Huffman has said, "We are not in the business of giving that [Reddit's content] away for free." That stance makes sense. But it also ignores the reality that all of Reddit's content has been given to it for free by its millions of users. Further, it leaves aside the fact that the content has been orchestrated by its thousands of volunteer moderators. The fundamental Reddit question: "Is Reddit its community or its executives?"  

Running any social networking site, whether it's a mailing list for your local sewing circle or a multi-million member subreddit like Funny, is a ton of work. Spitting in the faces of the volunteers that make Reddit work is just asking for trouble.

Also: Instagram feed fix: How to see more of what you want (and less of what you don't)

Reddit's management seems to think that Reddit is too big to fail. They're wrong.

Back in 2006, the social media site Digg was what Reddit is today. It was one of the top 25 U.S. websites, and its heart was sub-forums based on users' interests. It looked, acted, and worked like Reddit. Matt Williams, Digg's CEO, said: "Digg has always been a site built by the community and for the community." Digg's mission: "to discover the best stuff on the web." Sound familiar?

So, what happened? Digg took the power of how stories became popular out of users' hands and put it into management's grip. Then, adding insult to injury, 2010's new version, Digg v4, did away with down-voting posts, saving favorites, and posting videos.

Also: Micro-social media: What is it and which tools should you try?

Over a decade later, Reddit is blindly following Digg's failed path.
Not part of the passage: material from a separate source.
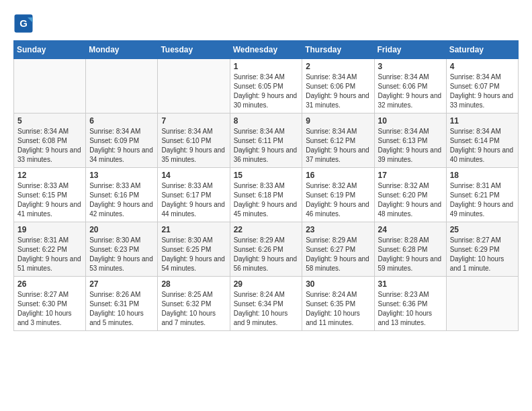 The width and height of the screenshot is (532, 411). What do you see at coordinates (193, 146) in the screenshot?
I see `day-info: Sunrise: 8:34 AM Sunset: 6:10 PM Dayligh…` at bounding box center [193, 146].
The company is ignoring its users, alienating the volunteers it depends on, and making it impossible for third-party apps to provide a better interface, thus fouling up its frontend. 

There is nothing special about Reddit except its community and the content the community created. Its software is trivial. Unless Reddit reverses course, Reddit will join Digg, MySpace, and LiveJournal in the dustbin of social network history, and a new site, such as the user-funded Beehaw, or an old one, such as Digg, will take its place.